In the preface, Slezkine proposes to work in three registers: family saga, analysis, and literature. The tension between analysis and literature gives the book its vibrancy. Analysis reproduces the life cycle of millenarian fervor, comparable to what anthropologist Mathijs Pelkmans calls the “pulsation” of ideology and religious studies scholar Ann Taves calls “emergence.” We follow the cohort of revolutionaries through youthful malaise and daydreaming, the insurgency in 1917, following which they had the sudden responsibility to put their predictions into practice, and, finally, the violent disillusionment in the purges. As a postscript, we see survivors’ attempts to continue life after catastrophe, and maintain a relationship with a state whose structures have come of age. The routinization that is a classic end point of revivalist movements comes, in its Soviet rendering, at the price of selective forgetting.
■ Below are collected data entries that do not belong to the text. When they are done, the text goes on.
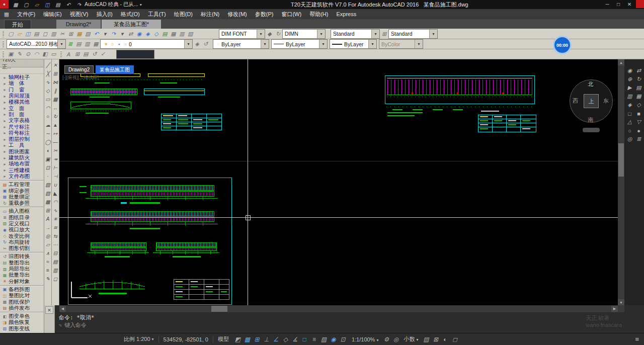  I want to click on join-icon: ∪, so click(55, 185).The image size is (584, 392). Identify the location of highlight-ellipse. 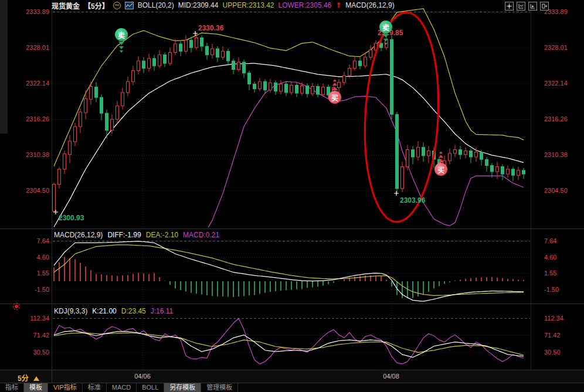
(402, 117). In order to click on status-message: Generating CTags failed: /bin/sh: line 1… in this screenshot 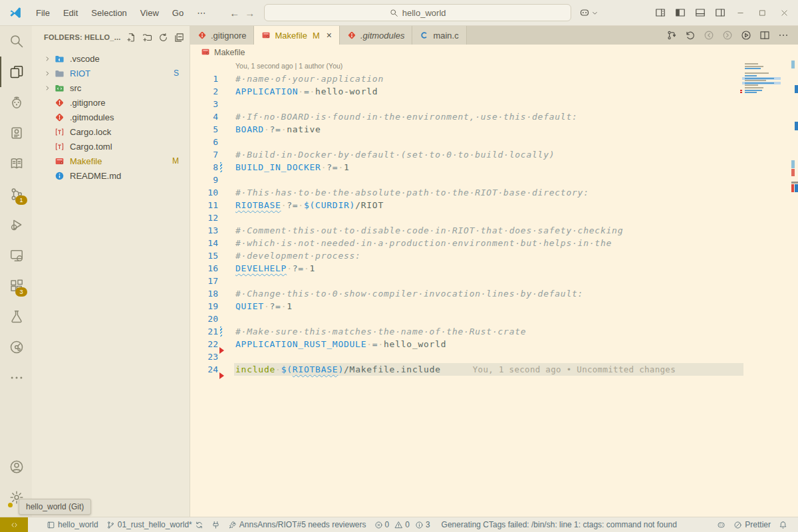, I will do `click(559, 525)`.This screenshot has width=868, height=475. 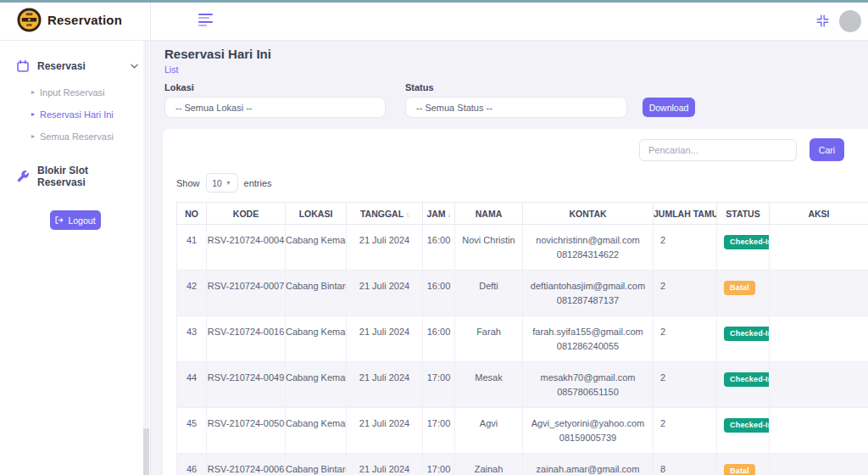 I want to click on page-size-select: 10 ▼, so click(x=222, y=183).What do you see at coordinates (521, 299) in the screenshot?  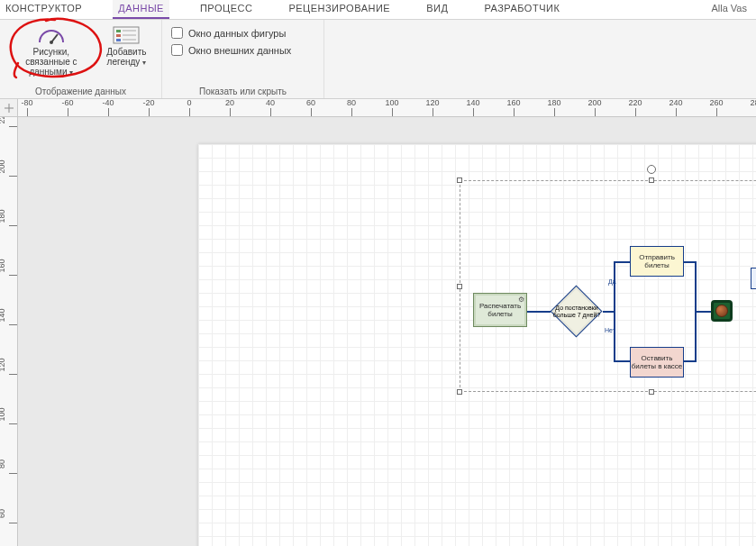 I see `gear-icon: ⚙` at bounding box center [521, 299].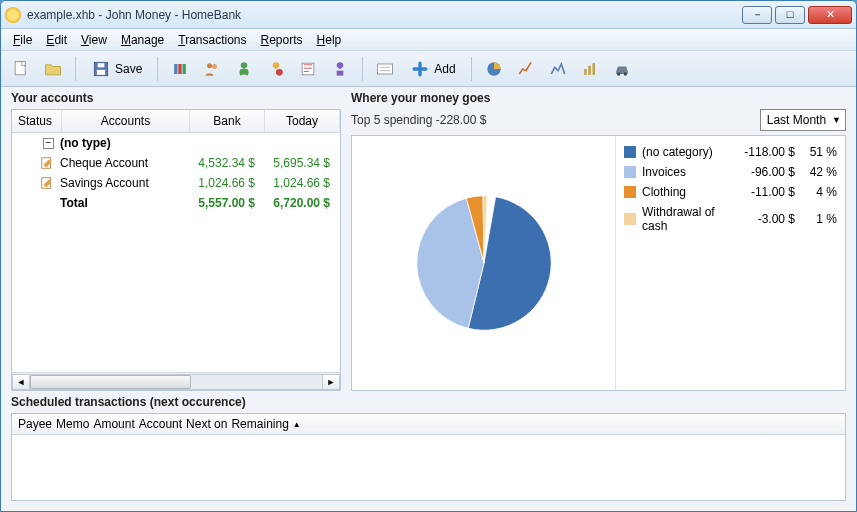 This screenshot has width=857, height=512. I want to click on sched-col: Payee, so click(35, 424).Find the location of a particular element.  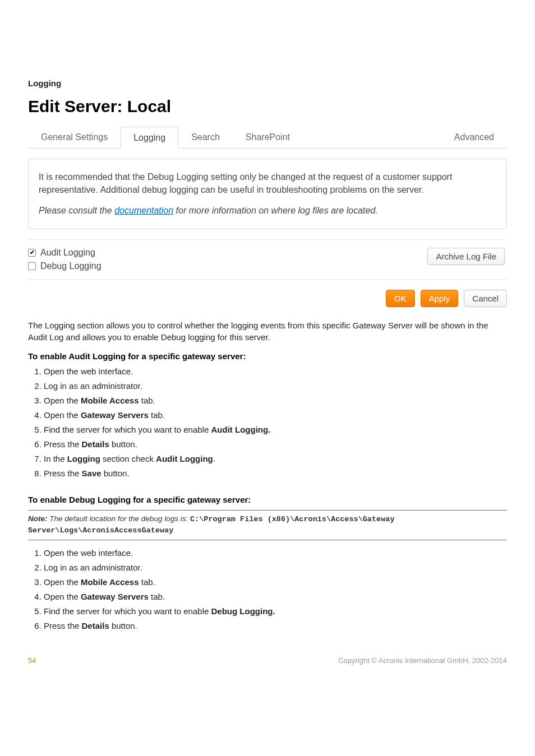

page-title: Edit Server: Local is located at coordinates (268, 106).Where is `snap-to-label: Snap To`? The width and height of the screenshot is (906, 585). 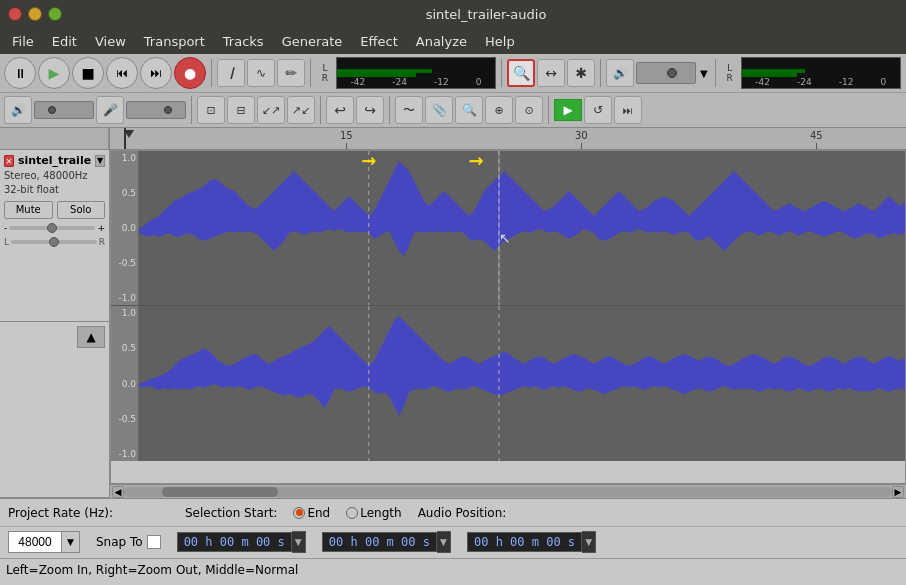 snap-to-label: Snap To is located at coordinates (120, 542).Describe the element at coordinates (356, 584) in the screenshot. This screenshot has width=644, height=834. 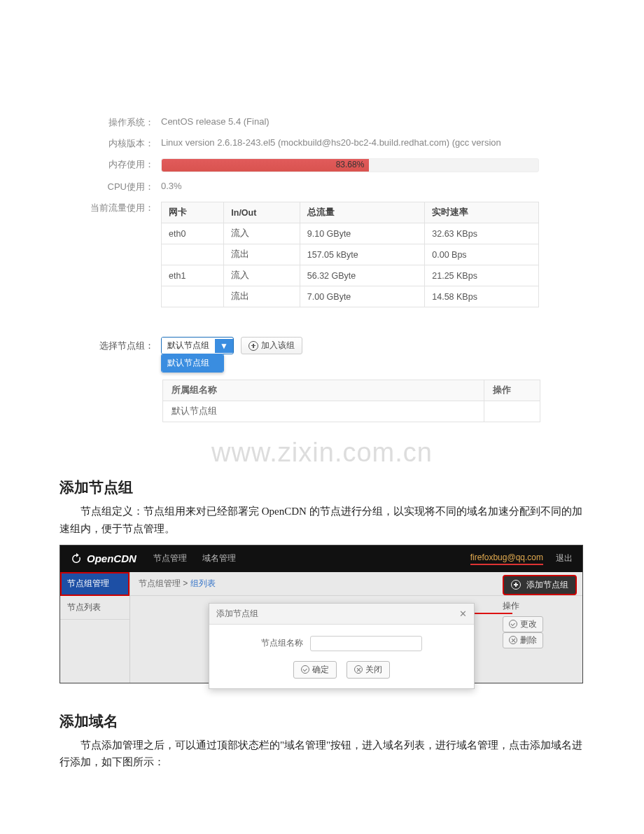
I see `breadcrumb: 节点组管理 > 组列表 添加节点组` at that location.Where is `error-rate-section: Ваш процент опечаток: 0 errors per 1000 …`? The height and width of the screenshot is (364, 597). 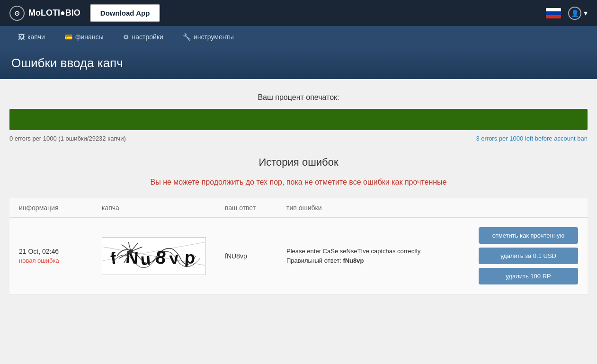 error-rate-section: Ваш процент опечаток: 0 errors per 1000 … is located at coordinates (298, 117).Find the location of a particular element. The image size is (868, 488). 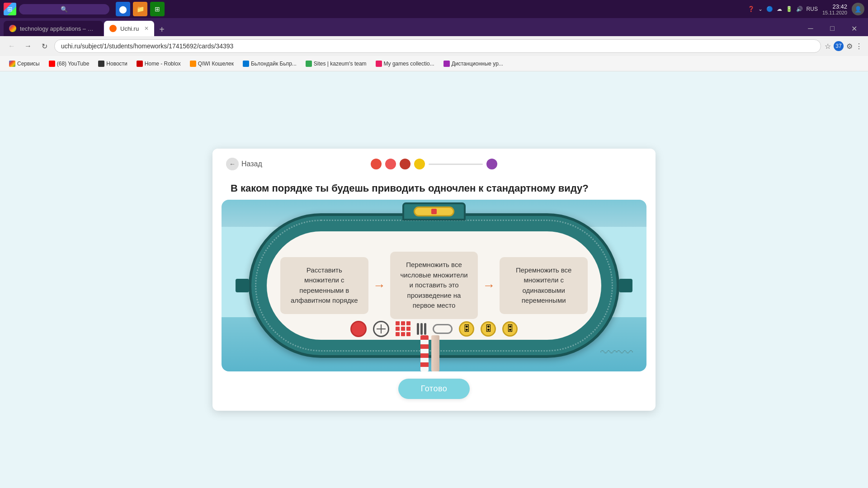

bookmark-label-services: Сервисы is located at coordinates (28, 64).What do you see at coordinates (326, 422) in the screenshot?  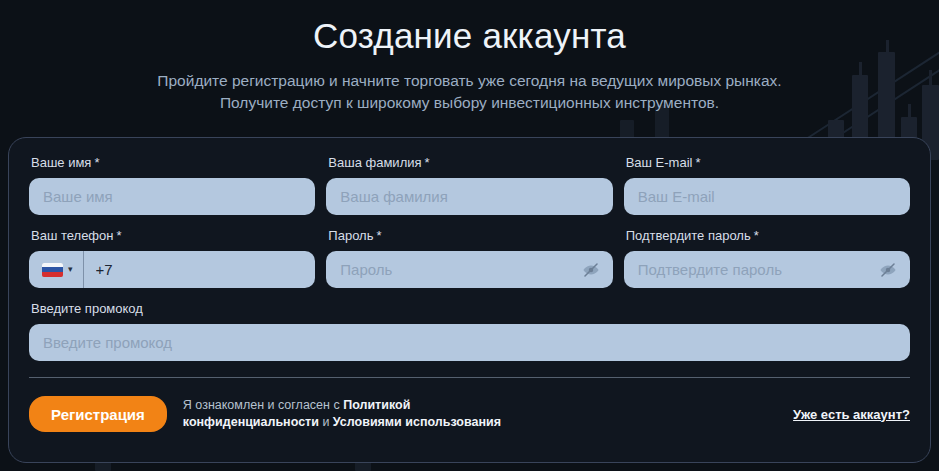 I see `agreement-conjunction: и` at bounding box center [326, 422].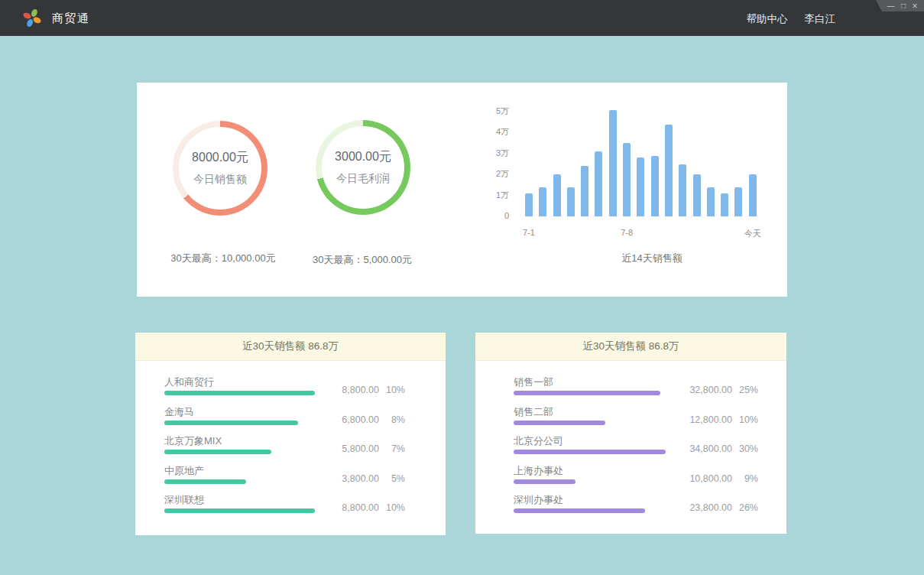 The width and height of the screenshot is (924, 575). I want to click on list-item: 中原地产3,800.005%, so click(290, 479).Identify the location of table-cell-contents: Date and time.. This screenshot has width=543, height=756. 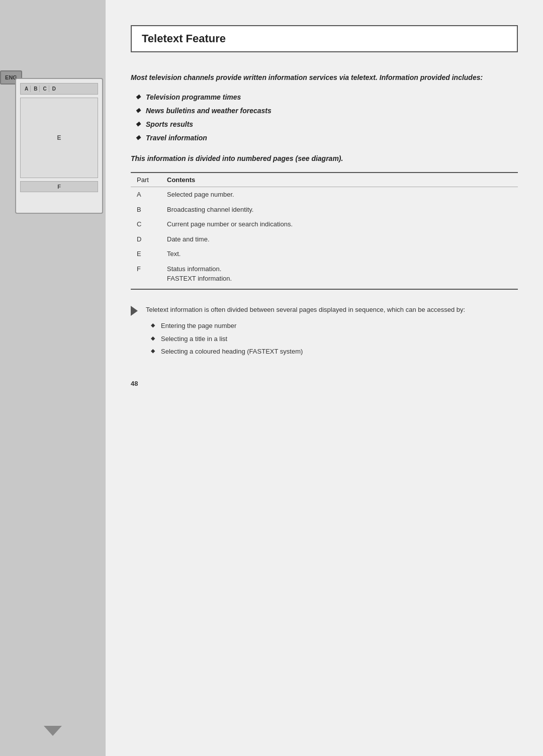
(339, 239).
Literature, by contrast, speaks to the role of fictional narratives in the Bolshevik experience. Slezkine spends little time on the conventional explanations of revolutionary commitment, such as frustrated nationalism or social marginalization. Instead he lavishes many pages on the novels Bolsheviks read. He quotes a statement made by the future head of the Soviet government Yakov Sverdlov during his Siberian exile: “I put books to the test of life and life to the test of books.” At times, faith and literature flowed together, at other times literature resisted the faith. The House of Government concludes with the claim that socialism faltered because the governing elite of the first workers’ and peasants’ state allowed their children to read Tolstoy and imbibe his humanism rather than inculcating them with revolutionary principles. In the end, then, millenarianism appears as a drama, a story begging to be performed in history. One of the chief qualities of the Bolshevik drama was that it failed to reproduce itself beyond the first generation and was relatively easily forgotten.

Literature also informs the way that Slezkine writes. To distance himself from the Bolshevik faith, he reaches into the repertoire of novelists and borrows techniques that most scholars would avoid: irony, parody, hyperbole. His book walks self-consciously between history, fable, and literature, an intention he declares in a tongue-in-cheek disclaimer: “This work is a work of history. Any resemblance to fictional characters, dead or alive, is entirely coincidental.” One moral of this book for scholars of religion and secularism is that one had best approach the sacred qualities of modern politics with creativity, caution, and a dose of irony.